Scale your cluster
Constellation provides all features of a Kubernetes cluster including scaling and autoscaling.
Worker node scaling
Autoscaling
Constellation comes with autoscaling disabled by default. To enable autoscaling, find the scaling group of worker nodes:
kubectl get scalinggroups -o json | yq '.items | .[] | select(.spec.role == "Worker") | [{"name": .metadata.name, "nodeGoupName": .spec.nodeGroupName}]'
This will output a list of scaling groups with the corresponding cloud provider name (name
) and the cloud provider agnostic name of the node group (nodeGroupName
).
Then, patch the autoscaling
field of the scaling group resource with the desired name
to true
:
# Replace <name> with the name of the scaling group you want to enable autoscaling for
worker_group=<name>
kubectl patch scalinggroups $worker_group --patch '{"spec":{"autoscaling": true}}' --type='merge'
kubectl get scalinggroup $worker_group -o jsonpath='{.spec}' | yq -P
The cluster autoscaler now automatically provisions additional worker nodes so that all pods have a place to run.
You can configure the minimum and maximum number of worker nodes in the scaling group by patching the min
or
max
fields of the scaling group resource:
kubectl patch scalinggroups $worker_group --patch '{"spec":{"max": 5}}' --type='merge'
kubectl get scalinggroup $worker_group -o jsonpath='{.spec}' | yq -P
The cluster autoscaler will now never provision more than 5 worker nodes.
If you want to see the autoscaling in action, try to add a deployment with a lot of replicas, like the following Nginx deployment. The number of replicas needed to trigger the autoscaling depends on the size of and count of your worker nodes. Wait for the rollout of the deployment to finish and compare the number of worker nodes before and after the deployment:
kubectl create deployment nginx --image=nginx --replicas 150
kubectl -n kube-system get nodes
kubectl rollout status deployment nginx
kubectl -n kube-system get nodes
Manual scaling
Alternatively, you can manually scale your cluster up or down:
- AWS
- Azure
- GCP
- STACKIT
- Go to Auto Scaling Groups and select the worker ASG to scale up.
- Click Edit
- Set the new (increased) Desired capacity and Update.
- Find your Constellation resource group.
- Select the
scale-set-workers
. - Go to settings and scaling.
- Set the new instance count and save.
- In Compute Engine go to Instance Groups.
- Edit the worker instance group.
- Set the new number of instances and save.
Dynamic cluster scaling isn't yet supported for STACKIT. Support will be introduced in one of the upcoming releases.
Control-plane node scaling
Control-plane nodes can only be scaled manually and only scaled up!
To increase the number of control-plane nodes, follow these steps:
- AWS
- Azure
- GCP
- STACKIT
- Go to Auto Scaling Groups and select the control-plane ASG to scale up.
- Click Edit
- Set the new (increased) Desired capacity and Update.
- Find your Constellation resource group.
- Select the
scale-set-controlplanes
. - Go to settings and scaling.
- Set the new (increased) instance count and save.
- In Compute Engine go to Instance Groups.
- Edit the control-plane instance group.
- Set the new (increased) number of instances and save.
Dynamic cluster scaling isn't yet supported for STACKIT. Support will be introduced in one of the upcoming releases.
If you scale down the number of control-planes nodes, the removed nodes won't be able to exit the etcd
cluster correctly. This will endanger the quorum that's required to run a stable Kubernetes control plane.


== Problem to work on ==
In the copy, include every entry exactly but none of the images.

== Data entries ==
★ ★ ★

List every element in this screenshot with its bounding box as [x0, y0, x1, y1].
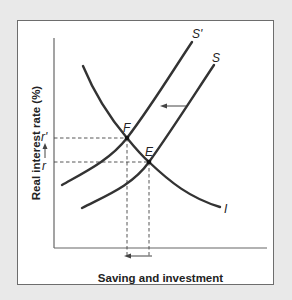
tick-r: r: [42, 159, 47, 173]
shift-left-arrow-icon: [160, 104, 186, 109]
y-axis-label: Real interest rate (%): [30, 86, 42, 200]
label-s-prime: S': [192, 27, 203, 41]
label-i: I: [224, 202, 228, 216]
chart-canvas: S' S I F E r' r: [0, 0, 292, 300]
point-e-dot: [147, 160, 152, 165]
rate-up-arrow-icon: [43, 143, 48, 158]
label-s: S: [212, 51, 220, 65]
x-axis-label: Saving and investment: [54, 272, 267, 284]
point-f-dot: [125, 136, 130, 141]
label-e: E: [145, 145, 154, 159]
tick-r-prime: r': [41, 130, 48, 144]
quantity-left-arrow-icon: [124, 254, 152, 259]
label-f: F: [123, 121, 131, 135]
curve-s: [82, 65, 214, 208]
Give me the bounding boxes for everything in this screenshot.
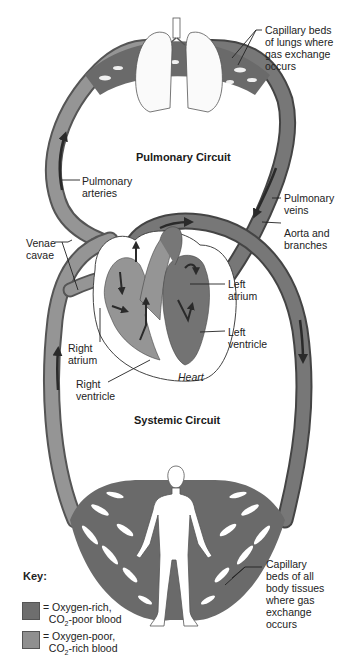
label-right-ventricle: Right ventricle xyxy=(76,378,115,402)
label-heart: Heart xyxy=(178,371,204,383)
key-title: Key: xyxy=(23,570,47,582)
systemic-circuit-title: Systemic Circuit xyxy=(134,414,220,426)
label-right-atrium: Right atrium xyxy=(68,342,97,366)
label-capillary-lungs: Capillary beds of lungs where gas exchan… xyxy=(265,24,333,72)
oxygen-poor-swatch xyxy=(22,631,40,649)
key-item-oxygen-rich: = Oxygen-rich, CO2-poor blood xyxy=(22,601,122,630)
label-venae-cavae: Venae cavae xyxy=(26,237,56,261)
pulmonary-circuit-title: Pulmonary Circuit xyxy=(136,151,231,163)
label-left-ventricle: Left ventricle xyxy=(228,326,267,350)
oxygen-rich-swatch xyxy=(22,602,40,620)
heart xyxy=(93,227,236,381)
label-pulmonary-arteries: Pulmonary arteries xyxy=(82,175,132,199)
key-item-oxygen-poor: = Oxygen-poor, CO2-rich blood xyxy=(22,630,118,659)
label-pulmonary-veins: Pulmonary veins xyxy=(284,192,334,216)
label-aorta: Aorta and branches xyxy=(284,227,330,251)
label-capillary-body: Capillary beds of all body tissues where… xyxy=(266,558,324,630)
label-left-atrium: Left atrium xyxy=(228,278,257,302)
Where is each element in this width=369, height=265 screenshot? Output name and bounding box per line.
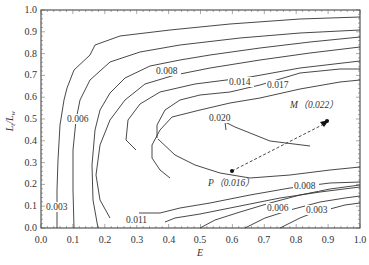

★ ★ ★

== Answer space ==
List every element in this screenshot with its bounding box as [x0, y0, x1, y1].
tick-r: r: [42, 159, 47, 173]
shift-left-arrow-icon: [160, 104, 186, 109]
y-axis-label: Real interest rate (%): [30, 86, 42, 200]
label-s-prime: S': [192, 27, 203, 41]
label-i: I: [224, 202, 228, 216]
chart-canvas: S' S I F E r' r: [0, 0, 292, 300]
point-e-dot: [147, 160, 152, 165]
rate-up-arrow-icon: [43, 143, 48, 158]
label-s: S: [212, 51, 220, 65]
x-axis-label: Saving and investment: [54, 272, 267, 284]
point-f-dot: [125, 136, 130, 141]
label-e: E: [145, 145, 154, 159]
tick-r-prime: r': [41, 130, 48, 144]
quantity-left-arrow-icon: [124, 254, 152, 259]
label-f: F: [123, 121, 131, 135]
curve-s: [82, 65, 214, 208]
Give me the bounding boxes for everything in this screenshot.
label-right-ventricle: Right ventricle xyxy=(76,378,115,402)
label-heart: Heart xyxy=(178,371,204,383)
key-title: Key: xyxy=(23,570,47,582)
systemic-circuit-title: Systemic Circuit xyxy=(134,414,220,426)
label-right-atrium: Right atrium xyxy=(68,342,97,366)
label-capillary-lungs: Capillary beds of lungs where gas exchan… xyxy=(265,24,333,72)
oxygen-poor-swatch xyxy=(22,631,40,649)
key-item-oxygen-rich: = Oxygen-rich, CO2-poor blood xyxy=(22,601,122,630)
label-venae-cavae: Venae cavae xyxy=(26,237,56,261)
pulmonary-circuit-title: Pulmonary Circuit xyxy=(136,151,231,163)
label-left-ventricle: Left ventricle xyxy=(228,326,267,350)
oxygen-rich-swatch xyxy=(22,602,40,620)
heart xyxy=(93,227,236,381)
label-pulmonary-arteries: Pulmonary arteries xyxy=(82,175,132,199)
key-item-oxygen-poor: = Oxygen-poor, CO2-rich blood xyxy=(22,630,118,659)
label-pulmonary-veins: Pulmonary veins xyxy=(284,192,334,216)
label-aorta: Aorta and branches xyxy=(284,227,330,251)
label-capillary-body: Capillary beds of all body tissues where… xyxy=(266,558,324,630)
label-left-atrium: Left atrium xyxy=(228,278,257,302)
Where is each element in this width=369, height=265 screenshot? Output name and bounding box per line.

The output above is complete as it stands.